HOLLIDAYSBURG – A former Roaring Spring church counselor will be on probation for 12 years after entering a no-contest plea Friday morning to molesting a 14-year-old boy in 2005.

James “Jay” Kirkman, 63, of New Enterprise also was ordered to undergo a sexual offender evaluation. He must have no unsupervised contact with related children and no contact with nonrelated children.

“It essentially takes him away from counseling children,” Blair County Chief Deputy District Attorney Jackie Bernard said.

Kirkman was scheduled to go on trial for the second time next week on charges of indecent assault, corruption of minors and endangering the welfare of children. The incidents were to have occurred between October and December 2005 at Faith Assembly of God. Kirkman’s June trial ended with a hung jury.

In court Friday before Judge Hiram Carpenter, the boy, now 16, said nothing.

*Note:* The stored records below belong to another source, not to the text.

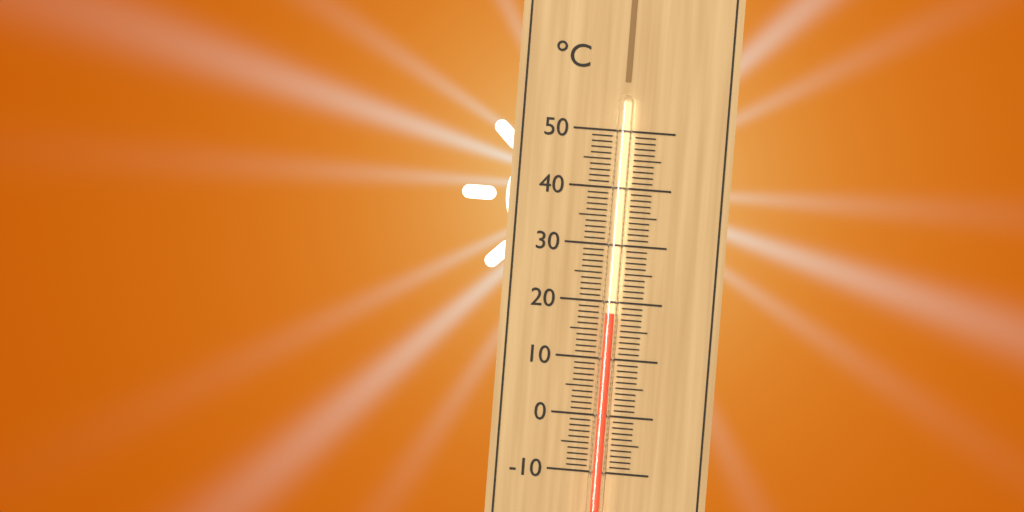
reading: 18 °C
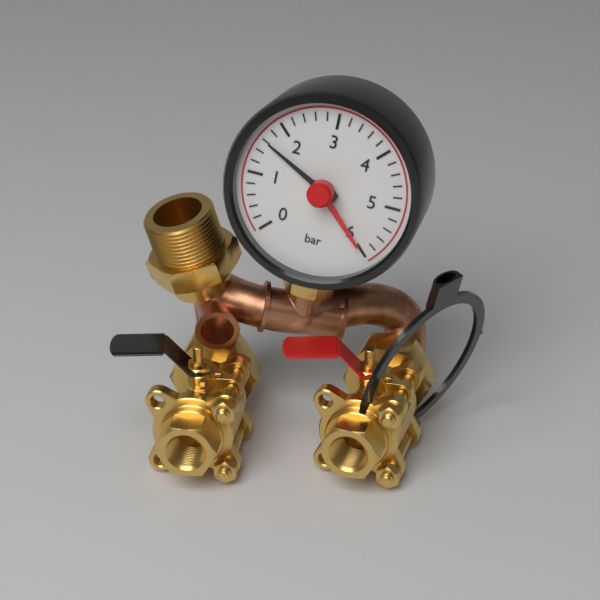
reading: 1.6 bar
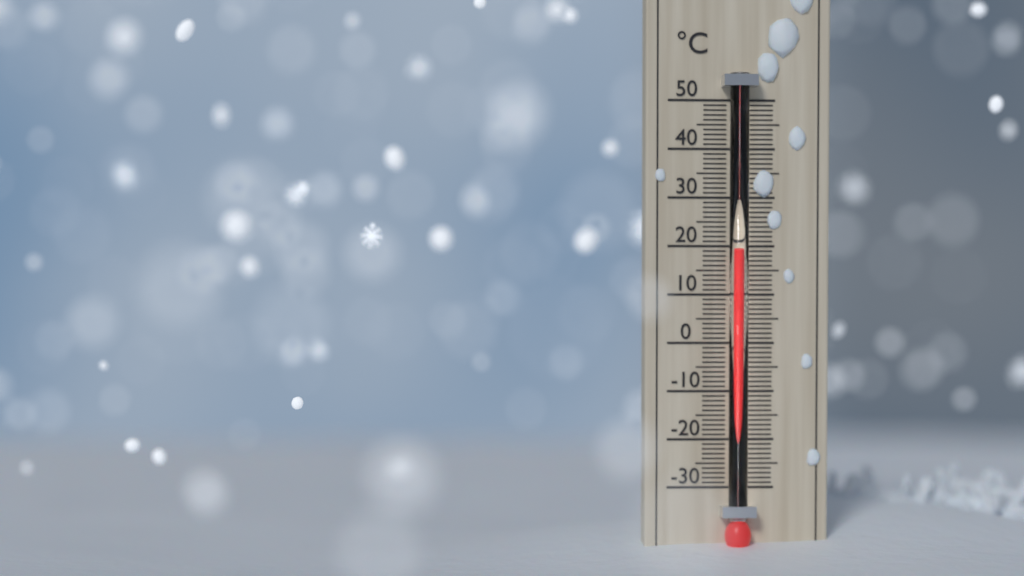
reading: 19 °C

His mother said her son’s grades had fallen and he’s now being home-schooled, Bernard said. The youth also is afraid of counseling because of what happened when he was with Kirkman, Bernard added.

Attorney Tom Forr said Kirkman maintains his innocence but entered the plea because it assured him of probation. If Kirkman had been retried and convicted, he could have been sent to jail.

Forr said Kirkman wanted to avoid that because he wants to assist with handling health problems within his wife’s family.

Bernard said she agreed to the probation-only sentence because if convicted by a jury, probation could have been the punishment. Another factor was that it kept the victim from testifying again.

“It is very difficult to expect any kid to testify about this once, let alone twice … and that was a huge consideration for us,” Bernard said.

In the first trial, the boy told the jury that “Pastor Jay” came up behind him, put his arms around him and fondled him while he was playing the church keyboard. He also accused Kirkman of taking him in a prayer room, where he molested him and told him not to tell. The incidents reportedly occurred between October and December 2005.

Bernard praised the youth for telling what happened.

“It takes a lot of courage to talk in public about being sexually molested by a man whom you were taught to respect,” she said.

She also praised state trooper Charles Aungst of the Hollidaysburg barracks because his investigation was a key factor in bringing the case to court.

For the second trial, Bernard asked Carpenter for permission to allow testimony from two North Carolina men, now 37 and 38, who said they were sexually abused in the mid-1980s. Carpenter declined the request, saying there were some differences in the cases.